One Colorado wholesaler recently suggested that he was considering an expansion into legalized marijuana in his multiple location operation. His signage would only require a minor adjustment to “Pipes, Valves and Fittings.” We will keep you posted.

People

This is the sad part of our column. Over the past year some of your team has retired. Typically, you will miss them. Some other retirements, however, will be good for the company since they were no longer helping the company and may have been actually hurting it.

Then there is the third group of people who retired, but you won’t miss – since they’re still on the payroll.

We like to call this group ROADs (Retired On Active Duty). They may have noticed that the role was left vacant by someone else’s departure or that the role had gone unfilled. Your job is identify these gems and to offer them the opportunity to generate a contribution that is proper for their compensation.

This opportunity can be a revitalized sense of urgency for the individual or an adjustment in compensation. Sometimes individuals are promoted into roles that they cannot master and the right thing to do is to move them back into a role they can master, of course, with a proper adjustment in compensation.

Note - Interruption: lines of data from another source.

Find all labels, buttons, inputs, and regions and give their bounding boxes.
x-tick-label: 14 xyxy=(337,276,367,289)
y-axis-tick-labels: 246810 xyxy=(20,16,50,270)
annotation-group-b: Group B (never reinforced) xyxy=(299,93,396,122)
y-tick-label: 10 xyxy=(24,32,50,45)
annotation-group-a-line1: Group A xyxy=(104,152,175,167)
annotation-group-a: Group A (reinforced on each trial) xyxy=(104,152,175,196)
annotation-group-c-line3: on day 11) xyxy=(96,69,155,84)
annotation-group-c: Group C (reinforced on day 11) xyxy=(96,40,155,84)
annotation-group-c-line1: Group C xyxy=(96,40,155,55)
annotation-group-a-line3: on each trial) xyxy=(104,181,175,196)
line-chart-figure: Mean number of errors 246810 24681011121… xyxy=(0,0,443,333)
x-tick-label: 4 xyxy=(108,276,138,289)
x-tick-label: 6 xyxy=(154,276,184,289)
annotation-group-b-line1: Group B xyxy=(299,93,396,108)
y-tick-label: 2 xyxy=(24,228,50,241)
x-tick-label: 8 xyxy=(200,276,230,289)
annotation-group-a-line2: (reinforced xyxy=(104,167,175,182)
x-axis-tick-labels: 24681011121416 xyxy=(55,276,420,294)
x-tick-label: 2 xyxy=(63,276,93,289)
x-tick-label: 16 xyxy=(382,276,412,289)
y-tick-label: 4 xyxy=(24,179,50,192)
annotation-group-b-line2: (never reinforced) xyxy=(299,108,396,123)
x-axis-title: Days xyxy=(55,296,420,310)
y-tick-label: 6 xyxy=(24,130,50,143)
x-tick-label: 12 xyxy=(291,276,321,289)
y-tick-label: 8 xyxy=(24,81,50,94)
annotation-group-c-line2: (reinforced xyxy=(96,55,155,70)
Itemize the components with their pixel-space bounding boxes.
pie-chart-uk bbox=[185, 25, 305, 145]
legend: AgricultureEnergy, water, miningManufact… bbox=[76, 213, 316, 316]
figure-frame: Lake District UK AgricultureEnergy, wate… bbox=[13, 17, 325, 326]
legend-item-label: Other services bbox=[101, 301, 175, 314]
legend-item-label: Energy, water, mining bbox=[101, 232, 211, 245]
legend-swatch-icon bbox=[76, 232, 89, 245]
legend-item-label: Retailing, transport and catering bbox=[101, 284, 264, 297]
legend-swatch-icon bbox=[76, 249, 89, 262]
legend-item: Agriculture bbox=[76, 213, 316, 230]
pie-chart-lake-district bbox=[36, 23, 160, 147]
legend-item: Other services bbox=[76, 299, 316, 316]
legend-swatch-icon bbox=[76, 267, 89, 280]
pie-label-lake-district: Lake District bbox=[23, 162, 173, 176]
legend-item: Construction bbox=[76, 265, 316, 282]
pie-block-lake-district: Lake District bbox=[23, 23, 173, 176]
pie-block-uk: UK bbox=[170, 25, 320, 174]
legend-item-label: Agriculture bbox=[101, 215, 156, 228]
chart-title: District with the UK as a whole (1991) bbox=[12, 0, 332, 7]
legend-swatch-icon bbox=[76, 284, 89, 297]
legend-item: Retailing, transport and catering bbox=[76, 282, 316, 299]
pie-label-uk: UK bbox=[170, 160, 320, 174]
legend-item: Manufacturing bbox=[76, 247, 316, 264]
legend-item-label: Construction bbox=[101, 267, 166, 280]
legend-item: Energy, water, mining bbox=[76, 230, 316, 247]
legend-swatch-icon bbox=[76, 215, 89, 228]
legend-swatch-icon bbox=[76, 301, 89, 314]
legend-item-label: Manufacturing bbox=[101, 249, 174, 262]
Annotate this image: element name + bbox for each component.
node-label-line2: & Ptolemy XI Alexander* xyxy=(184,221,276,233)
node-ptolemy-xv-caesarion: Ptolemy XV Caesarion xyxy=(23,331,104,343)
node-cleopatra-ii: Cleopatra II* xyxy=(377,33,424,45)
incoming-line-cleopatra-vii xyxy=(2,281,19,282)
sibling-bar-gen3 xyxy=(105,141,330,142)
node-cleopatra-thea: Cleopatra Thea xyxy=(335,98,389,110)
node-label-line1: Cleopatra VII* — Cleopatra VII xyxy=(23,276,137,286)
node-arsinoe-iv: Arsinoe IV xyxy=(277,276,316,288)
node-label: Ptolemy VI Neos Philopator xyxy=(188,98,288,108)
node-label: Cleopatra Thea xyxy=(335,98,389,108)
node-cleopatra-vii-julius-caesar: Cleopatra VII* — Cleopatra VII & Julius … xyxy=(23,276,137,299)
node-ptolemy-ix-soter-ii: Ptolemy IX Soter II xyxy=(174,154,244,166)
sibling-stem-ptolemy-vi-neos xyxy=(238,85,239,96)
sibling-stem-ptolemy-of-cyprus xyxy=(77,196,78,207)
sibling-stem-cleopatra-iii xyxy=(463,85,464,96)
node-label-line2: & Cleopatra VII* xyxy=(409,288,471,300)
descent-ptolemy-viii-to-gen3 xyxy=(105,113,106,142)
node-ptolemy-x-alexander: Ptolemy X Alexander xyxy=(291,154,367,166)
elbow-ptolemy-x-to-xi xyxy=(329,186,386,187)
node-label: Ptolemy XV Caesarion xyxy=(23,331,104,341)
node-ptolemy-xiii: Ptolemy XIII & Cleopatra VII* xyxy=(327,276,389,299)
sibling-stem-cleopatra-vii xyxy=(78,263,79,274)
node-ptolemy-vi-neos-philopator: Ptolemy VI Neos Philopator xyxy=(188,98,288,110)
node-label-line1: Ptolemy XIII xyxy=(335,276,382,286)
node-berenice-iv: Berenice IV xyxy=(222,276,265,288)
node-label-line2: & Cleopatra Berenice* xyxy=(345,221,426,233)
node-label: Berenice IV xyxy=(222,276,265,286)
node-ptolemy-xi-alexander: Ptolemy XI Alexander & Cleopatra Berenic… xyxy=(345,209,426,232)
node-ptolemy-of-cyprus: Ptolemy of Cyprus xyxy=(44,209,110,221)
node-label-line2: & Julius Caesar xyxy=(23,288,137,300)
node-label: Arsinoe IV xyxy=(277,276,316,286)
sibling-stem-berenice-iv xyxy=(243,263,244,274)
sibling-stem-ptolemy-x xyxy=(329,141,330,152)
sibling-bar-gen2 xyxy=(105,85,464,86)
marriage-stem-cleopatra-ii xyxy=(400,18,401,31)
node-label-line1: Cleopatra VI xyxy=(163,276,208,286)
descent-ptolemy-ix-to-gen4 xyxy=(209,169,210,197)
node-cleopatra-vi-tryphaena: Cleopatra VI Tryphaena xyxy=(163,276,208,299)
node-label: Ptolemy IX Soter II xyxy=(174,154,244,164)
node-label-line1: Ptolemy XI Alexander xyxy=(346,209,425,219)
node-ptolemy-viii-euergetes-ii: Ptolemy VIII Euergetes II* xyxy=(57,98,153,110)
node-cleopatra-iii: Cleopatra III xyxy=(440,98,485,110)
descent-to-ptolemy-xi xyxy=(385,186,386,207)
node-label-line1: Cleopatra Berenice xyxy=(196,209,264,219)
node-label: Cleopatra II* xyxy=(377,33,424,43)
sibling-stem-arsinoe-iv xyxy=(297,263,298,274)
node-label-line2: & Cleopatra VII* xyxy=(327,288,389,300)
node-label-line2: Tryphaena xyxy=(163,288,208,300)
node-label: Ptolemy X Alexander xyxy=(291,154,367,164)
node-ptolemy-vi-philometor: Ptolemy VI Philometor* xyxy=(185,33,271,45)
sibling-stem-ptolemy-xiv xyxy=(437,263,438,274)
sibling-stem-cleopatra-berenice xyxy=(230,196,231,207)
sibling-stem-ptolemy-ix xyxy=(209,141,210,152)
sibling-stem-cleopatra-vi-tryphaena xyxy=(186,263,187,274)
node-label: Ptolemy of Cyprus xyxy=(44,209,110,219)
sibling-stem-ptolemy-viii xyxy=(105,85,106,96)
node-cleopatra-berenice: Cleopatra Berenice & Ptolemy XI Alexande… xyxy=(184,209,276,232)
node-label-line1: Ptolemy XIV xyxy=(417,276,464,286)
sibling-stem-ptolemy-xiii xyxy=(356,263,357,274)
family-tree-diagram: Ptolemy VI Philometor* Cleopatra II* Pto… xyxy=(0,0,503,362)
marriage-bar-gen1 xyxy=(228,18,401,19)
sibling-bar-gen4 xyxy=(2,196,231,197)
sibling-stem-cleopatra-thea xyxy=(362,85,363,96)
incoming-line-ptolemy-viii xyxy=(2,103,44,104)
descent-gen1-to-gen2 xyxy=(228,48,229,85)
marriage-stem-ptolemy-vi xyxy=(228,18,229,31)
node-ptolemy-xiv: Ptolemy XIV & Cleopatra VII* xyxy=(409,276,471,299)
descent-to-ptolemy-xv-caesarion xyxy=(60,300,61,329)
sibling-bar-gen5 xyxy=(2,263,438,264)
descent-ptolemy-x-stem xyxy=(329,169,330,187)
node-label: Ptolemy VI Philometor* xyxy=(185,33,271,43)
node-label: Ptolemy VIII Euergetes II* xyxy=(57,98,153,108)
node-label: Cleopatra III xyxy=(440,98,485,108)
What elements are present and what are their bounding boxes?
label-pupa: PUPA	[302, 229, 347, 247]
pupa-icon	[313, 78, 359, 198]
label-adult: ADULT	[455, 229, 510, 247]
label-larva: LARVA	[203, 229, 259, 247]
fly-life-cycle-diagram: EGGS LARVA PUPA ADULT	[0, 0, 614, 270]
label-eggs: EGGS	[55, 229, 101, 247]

When, even after a concerted effort, the calculation of fair compensation would result in the employee paying the company for his employment, the fair approach will be to offer him the opportunity to work elsewhere. Under-performers come in many forms, but in our consulting we find them at all levels of the organization and at any age.

Our industry has had an extremely loyal and benevolent view of its workforce, which is one of its great strengths. We would suggest that some wholesalers are benevolent to a fault and that changes are appropriate: When the employee does not, through his actions, demonstrate an intent to contribute commensurate with his position in the organization, he is not holding up his end of the deal.

When the employee does not merit his level of compensation, he is not holding up his end of the deal. The wholesaler is obligated to hold up his end of the deal, but not both ends.